Wisdom speaks, ““You know Nancy, you and Mark would find it difficult, if not impossible, to agree theologically on anything. But I’m convinced that if the two of you sat down at a table together to have a conversation you would learn something from each other. You are both good, sincere people.”
On occasion, I will have a conversation with someone who will say to me, “I’m just not sure I would fit in at Pullen. My theology is a bit different and I’m not sure my political views would be welcome.” Each time I hear that my heart sinks. As your pastor, I haven’t said enough what needs to be said in churches right now: we don’t have to agree on matters of theology and politics to welcome one another and sit at the table together. One of the things I cherish about our church is that we place a high value on agreeing to disagree. We are a passionate people. And we speak passionately about matters of faith and life. And sometimes our disagreeing is quite spirited. But I hope, always, we walk away from each other with respect and a radical welcome for one another.
And so the wisdom question: Whose table are you, are we, am I willing to sit at and learn from? And who is missing from our table? Who has a portion of wisdom that we need? Wisdom begs, “Lay aside immaturity, and live, and walk in the way of insight.” Or as one translation says, “Leave your impoverished confusion and live! Walk up the street to a life with meaning.”

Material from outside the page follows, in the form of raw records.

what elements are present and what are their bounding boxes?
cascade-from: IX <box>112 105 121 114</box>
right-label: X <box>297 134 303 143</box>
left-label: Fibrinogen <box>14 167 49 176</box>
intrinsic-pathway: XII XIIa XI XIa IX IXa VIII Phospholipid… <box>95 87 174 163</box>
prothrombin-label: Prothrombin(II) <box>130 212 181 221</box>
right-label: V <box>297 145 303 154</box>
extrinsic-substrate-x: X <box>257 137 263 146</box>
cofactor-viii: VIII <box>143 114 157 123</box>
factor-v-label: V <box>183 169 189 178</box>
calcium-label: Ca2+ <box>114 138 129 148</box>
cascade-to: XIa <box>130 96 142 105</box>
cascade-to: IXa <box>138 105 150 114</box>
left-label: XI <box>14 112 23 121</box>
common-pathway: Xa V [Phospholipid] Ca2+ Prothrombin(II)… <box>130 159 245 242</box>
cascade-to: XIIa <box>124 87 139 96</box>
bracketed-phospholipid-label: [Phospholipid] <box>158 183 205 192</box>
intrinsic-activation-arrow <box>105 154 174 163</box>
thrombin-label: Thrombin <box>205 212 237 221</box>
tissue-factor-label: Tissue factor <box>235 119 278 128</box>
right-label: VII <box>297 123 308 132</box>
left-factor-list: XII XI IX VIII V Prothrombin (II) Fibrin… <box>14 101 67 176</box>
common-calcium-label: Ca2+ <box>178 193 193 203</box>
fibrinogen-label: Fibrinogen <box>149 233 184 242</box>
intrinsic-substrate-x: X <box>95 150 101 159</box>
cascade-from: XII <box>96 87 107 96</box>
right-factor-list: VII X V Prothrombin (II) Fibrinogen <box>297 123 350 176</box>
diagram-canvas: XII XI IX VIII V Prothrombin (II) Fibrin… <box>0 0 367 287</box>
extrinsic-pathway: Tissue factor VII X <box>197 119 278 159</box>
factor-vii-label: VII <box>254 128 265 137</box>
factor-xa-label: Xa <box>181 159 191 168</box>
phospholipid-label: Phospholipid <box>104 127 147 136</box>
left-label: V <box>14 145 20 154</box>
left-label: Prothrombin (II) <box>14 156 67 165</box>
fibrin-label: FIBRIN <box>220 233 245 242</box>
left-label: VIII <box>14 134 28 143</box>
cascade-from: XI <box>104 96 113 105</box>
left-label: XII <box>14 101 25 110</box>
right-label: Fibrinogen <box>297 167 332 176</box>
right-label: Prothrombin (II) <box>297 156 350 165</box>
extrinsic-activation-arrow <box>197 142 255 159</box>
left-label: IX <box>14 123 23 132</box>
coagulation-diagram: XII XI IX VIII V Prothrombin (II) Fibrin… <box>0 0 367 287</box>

I want to be clear that what I am saying is simple, but not easy. I believe what I am saying to you about wisdom, and I know that it is very, very hard for me to live. And yet, I also know it is true. And I know that it will require a continued breaking open of my heart. The ancient Hebrews did not associate the head or even the mind with wisdom. They had a much clearer separation between knowledge and wisdom – wisdom came into us through the heart, the space in our chest that we in the West have come to associate only with feelings. But the ancients knew of a different kind of heart experience – one of knowing. And when I read about how wisdom calls us to open our table to difference, I know it to be true here. When the journalist says that if I sat with this Southeastern Seminary professor I would learn something, he means that I would learn it here. Wisdom asks us to make ready the table. What if that read, make ready your heart? Radical hospitality requires not only that we open the doors, but that we open our hearts. As hard as it is to do, I know this is true Wisdom. And so I pray: Sophia, help us be Wisdom people, with open doors and open hearts.